Thanks a lot for all the advice and explanations.  My system is now back in
working order after hours of recompiling, now I know how to avoid this mess
to begin with!

-jz

-----Original Message-----
From: Charles Swiger [mailto:[EMAIL PROTECTED] 
Sent: Monday, April 19, 2004 2:05 PM
To: Ziller, James
Cc: '[EMAIL PROTECTED]'
Subject: Re: Dependency hell


On Apr 19, 2004, at 2:34 PM, Ziller, James wrote:
> So then is there a way that the ports/package system can automatically 
> handle replacing libfoo.so.3 with libfoo.so.4, so that packages 
> compiled to use libfoo.so.3 can use libfoo.so.4 instead (assuming the 
> new version is
> backward compatable)?

If the new version of the library is backwards-compatible, it ought to 
be installed as libfoo.so.3 (not .4), and yes, the ports system will 
handle such upgrades in place just fine.

In particular, OpenSSL (aka libssl.so.n) is an example of a library 
that has had many bugfiles and updates without changing version numbers 
often.  You don't need to recompile everything that depends on libssl 
when you update libssl.

People (should) only bump shared library numbers when the library's 
interface changes in an incompatible fashion.  When that happens, it's 
a bad idea to try to fake the system out (say by symlinking libfoo.so.3 
to .4): programs tend to crash when you try, or do worse things such as 
corrupt data or mishandle authentication and thus open up a security 
hole.

> Or can the port link against say libfoo.so (which
> should be a symlink to the version of the library that's installed)?

libfoo.so is normally a symlink to the latest version of a particular 
shared library.  A port that genuinely doesn't care which version of 
libfoo you have doesn't need to depend on a particular version #, and 
you'd see a line in the Makefile like:

LIB_DEPENDS=    foo:${PORTSDIR}/misc/foo

...but most ports end up with more specific dependencies (ie, foo.3).

Maintaining backwards compatibility is not a high priority of the ports 
system and the result is that people end up recompiling a lot of stuff, 
but it's not easy to provide better solutions to this problem.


== Work instruction ==
Search the data below for the string "with" and copy all lines where it shows up.

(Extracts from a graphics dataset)

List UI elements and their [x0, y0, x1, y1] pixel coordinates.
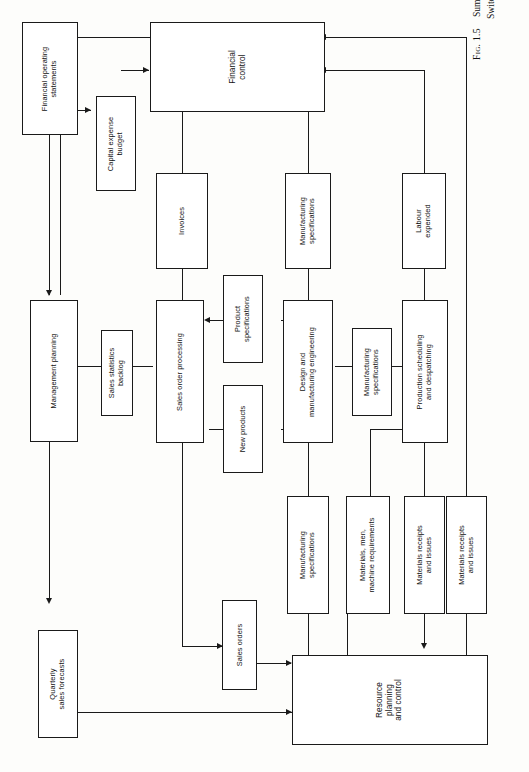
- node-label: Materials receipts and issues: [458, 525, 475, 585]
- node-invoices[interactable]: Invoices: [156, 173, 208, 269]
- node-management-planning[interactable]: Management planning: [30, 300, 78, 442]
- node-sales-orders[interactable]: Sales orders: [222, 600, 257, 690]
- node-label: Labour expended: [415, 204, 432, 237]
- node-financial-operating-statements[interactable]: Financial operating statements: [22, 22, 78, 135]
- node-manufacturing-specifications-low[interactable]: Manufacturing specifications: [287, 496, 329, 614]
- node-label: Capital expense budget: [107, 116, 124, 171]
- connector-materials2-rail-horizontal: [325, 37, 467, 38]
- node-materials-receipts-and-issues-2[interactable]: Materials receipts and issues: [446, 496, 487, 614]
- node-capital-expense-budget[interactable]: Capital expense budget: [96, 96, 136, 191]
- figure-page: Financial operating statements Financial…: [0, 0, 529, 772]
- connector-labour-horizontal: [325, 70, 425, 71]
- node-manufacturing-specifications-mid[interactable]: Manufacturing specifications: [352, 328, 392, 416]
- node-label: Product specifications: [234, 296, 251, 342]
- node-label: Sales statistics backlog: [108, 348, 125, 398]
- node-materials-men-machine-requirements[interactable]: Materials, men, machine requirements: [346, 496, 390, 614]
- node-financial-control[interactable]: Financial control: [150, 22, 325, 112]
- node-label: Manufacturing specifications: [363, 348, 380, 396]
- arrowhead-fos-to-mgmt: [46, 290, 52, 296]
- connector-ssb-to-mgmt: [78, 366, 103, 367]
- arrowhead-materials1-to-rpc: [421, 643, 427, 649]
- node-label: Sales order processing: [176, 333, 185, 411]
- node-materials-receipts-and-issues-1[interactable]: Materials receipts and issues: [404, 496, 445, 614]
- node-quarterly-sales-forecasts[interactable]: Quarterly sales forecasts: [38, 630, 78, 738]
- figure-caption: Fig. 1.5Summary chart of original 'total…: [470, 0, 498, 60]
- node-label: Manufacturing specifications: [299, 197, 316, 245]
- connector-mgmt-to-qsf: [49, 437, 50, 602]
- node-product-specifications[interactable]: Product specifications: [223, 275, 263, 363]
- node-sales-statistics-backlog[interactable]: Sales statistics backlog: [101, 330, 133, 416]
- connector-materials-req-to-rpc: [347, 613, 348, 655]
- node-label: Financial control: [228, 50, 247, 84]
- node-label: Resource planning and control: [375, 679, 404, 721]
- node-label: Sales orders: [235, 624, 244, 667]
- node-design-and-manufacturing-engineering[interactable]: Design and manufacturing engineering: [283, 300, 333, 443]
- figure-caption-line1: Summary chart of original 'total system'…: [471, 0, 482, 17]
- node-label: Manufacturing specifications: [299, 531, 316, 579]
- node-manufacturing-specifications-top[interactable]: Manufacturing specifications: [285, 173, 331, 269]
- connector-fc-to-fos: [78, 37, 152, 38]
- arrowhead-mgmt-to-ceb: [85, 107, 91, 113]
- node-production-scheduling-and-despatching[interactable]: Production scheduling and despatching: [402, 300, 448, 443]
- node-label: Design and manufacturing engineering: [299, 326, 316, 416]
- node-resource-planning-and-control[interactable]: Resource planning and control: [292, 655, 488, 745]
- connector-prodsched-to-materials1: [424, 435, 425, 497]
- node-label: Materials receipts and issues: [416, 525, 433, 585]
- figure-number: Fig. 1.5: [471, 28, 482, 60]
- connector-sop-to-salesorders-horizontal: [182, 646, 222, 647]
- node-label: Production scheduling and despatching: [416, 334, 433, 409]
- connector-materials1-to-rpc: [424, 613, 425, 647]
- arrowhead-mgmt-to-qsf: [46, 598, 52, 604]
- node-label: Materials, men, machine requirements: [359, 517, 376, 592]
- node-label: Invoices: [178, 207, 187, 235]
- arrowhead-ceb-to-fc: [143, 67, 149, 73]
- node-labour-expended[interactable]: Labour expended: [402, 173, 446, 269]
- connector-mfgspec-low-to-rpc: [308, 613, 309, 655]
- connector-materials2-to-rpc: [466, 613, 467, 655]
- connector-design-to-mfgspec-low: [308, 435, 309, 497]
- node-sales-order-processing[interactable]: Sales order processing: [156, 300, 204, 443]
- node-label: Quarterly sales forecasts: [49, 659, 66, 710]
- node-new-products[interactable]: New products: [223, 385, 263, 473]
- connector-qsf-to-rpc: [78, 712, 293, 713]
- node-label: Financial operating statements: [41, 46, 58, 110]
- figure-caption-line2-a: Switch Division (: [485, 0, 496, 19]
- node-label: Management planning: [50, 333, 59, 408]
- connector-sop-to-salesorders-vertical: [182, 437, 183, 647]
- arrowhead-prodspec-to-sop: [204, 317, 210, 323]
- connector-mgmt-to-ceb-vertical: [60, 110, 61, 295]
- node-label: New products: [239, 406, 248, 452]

* * *

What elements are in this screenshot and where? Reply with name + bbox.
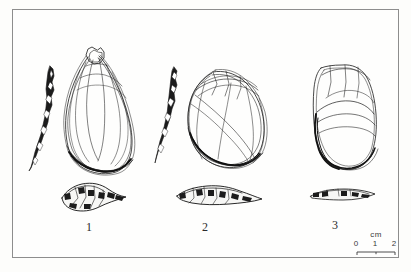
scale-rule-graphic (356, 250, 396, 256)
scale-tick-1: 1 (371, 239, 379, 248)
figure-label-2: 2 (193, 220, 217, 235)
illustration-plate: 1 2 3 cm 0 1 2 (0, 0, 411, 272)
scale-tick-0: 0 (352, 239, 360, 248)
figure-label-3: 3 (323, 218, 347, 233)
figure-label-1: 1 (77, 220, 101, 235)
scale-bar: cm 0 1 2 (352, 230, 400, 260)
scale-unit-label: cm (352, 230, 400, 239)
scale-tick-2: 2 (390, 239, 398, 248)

==

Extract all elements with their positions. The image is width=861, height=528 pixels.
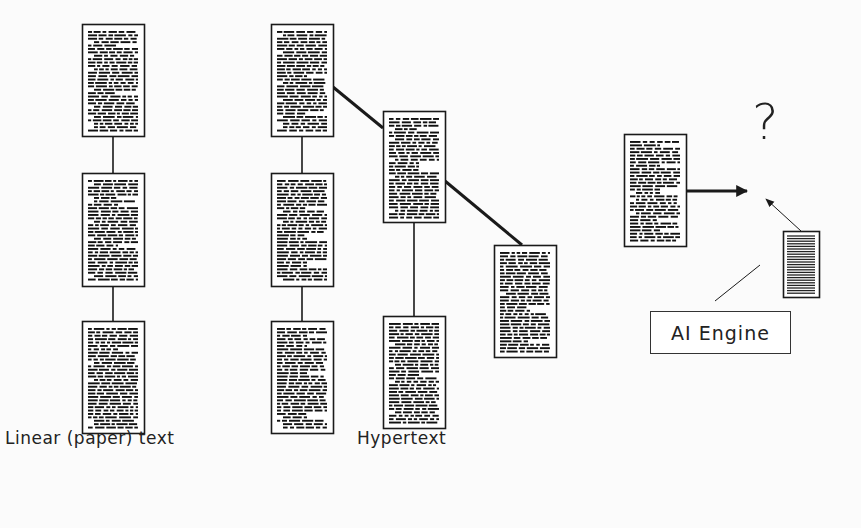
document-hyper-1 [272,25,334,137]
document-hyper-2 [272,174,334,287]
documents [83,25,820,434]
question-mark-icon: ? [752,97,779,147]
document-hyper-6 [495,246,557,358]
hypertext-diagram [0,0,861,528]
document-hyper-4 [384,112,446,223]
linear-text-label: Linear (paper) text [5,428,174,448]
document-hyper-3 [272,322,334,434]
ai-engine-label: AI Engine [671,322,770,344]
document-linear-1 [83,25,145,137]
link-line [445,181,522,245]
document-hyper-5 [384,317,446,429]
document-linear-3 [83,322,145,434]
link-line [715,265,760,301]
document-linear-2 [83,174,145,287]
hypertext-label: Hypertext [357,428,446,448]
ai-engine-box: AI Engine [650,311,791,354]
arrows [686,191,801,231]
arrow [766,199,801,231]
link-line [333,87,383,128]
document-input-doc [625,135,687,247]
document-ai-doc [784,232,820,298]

== Solution ==
What elements are in this screenshot and where? Reply with name + bbox.
Extract all elements with their positions. The image is width=861, height=528 pixels.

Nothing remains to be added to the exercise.